- Opening Delimiter -

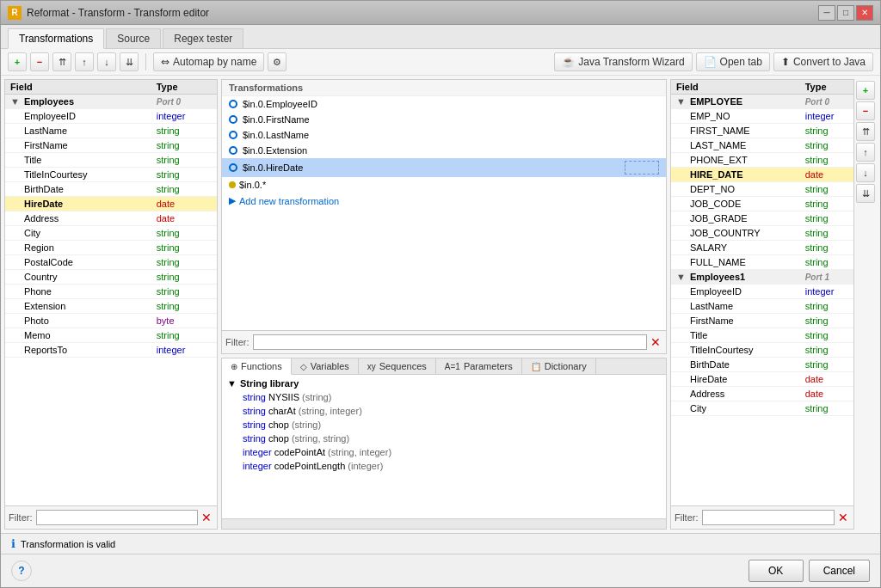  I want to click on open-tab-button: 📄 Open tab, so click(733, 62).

- Closing Delimiter -
- Opening Delimiter -

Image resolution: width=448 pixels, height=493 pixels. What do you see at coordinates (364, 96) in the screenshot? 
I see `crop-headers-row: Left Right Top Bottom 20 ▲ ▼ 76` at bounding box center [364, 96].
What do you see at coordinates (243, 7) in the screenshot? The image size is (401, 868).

- Closing Delimiter -
- Opening Delimiter -

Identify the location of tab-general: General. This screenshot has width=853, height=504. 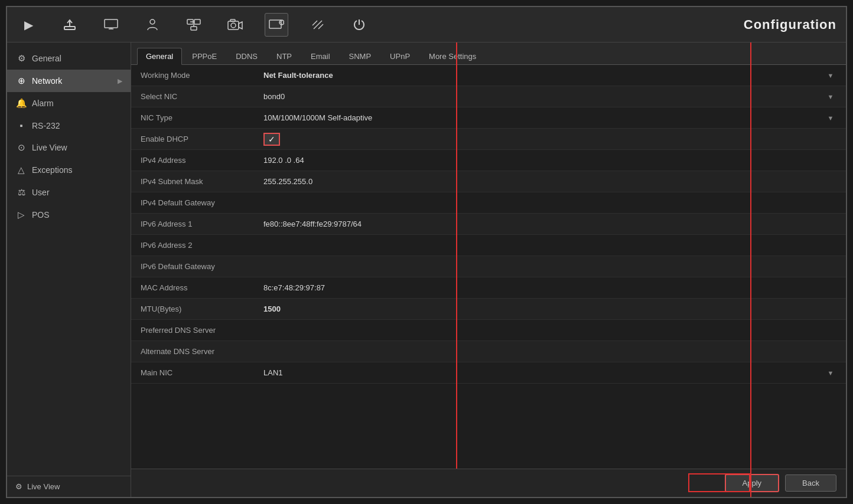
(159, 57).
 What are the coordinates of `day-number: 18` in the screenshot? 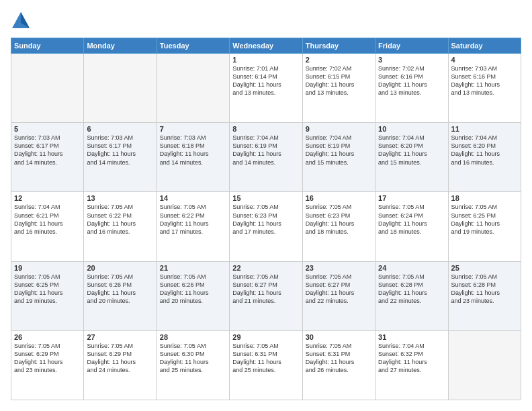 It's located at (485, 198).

- Closing Delimiter -

Task description: Nothing but the lines above from the one containing "Image resolution: width=448" through the one containing "What do you see at coordinates (243, 7)" should appear in the answer, each repeated exactly.

Task response:
Image resolution: width=448 pixels, height=493 pixels. What do you see at coordinates (364, 96) in the screenshot? 
I see `crop-headers-row: Left Right Top Bottom 20 ▲ ▼ 76` at bounding box center [364, 96].
What do you see at coordinates (243, 7) in the screenshot? The image size is (401, 868).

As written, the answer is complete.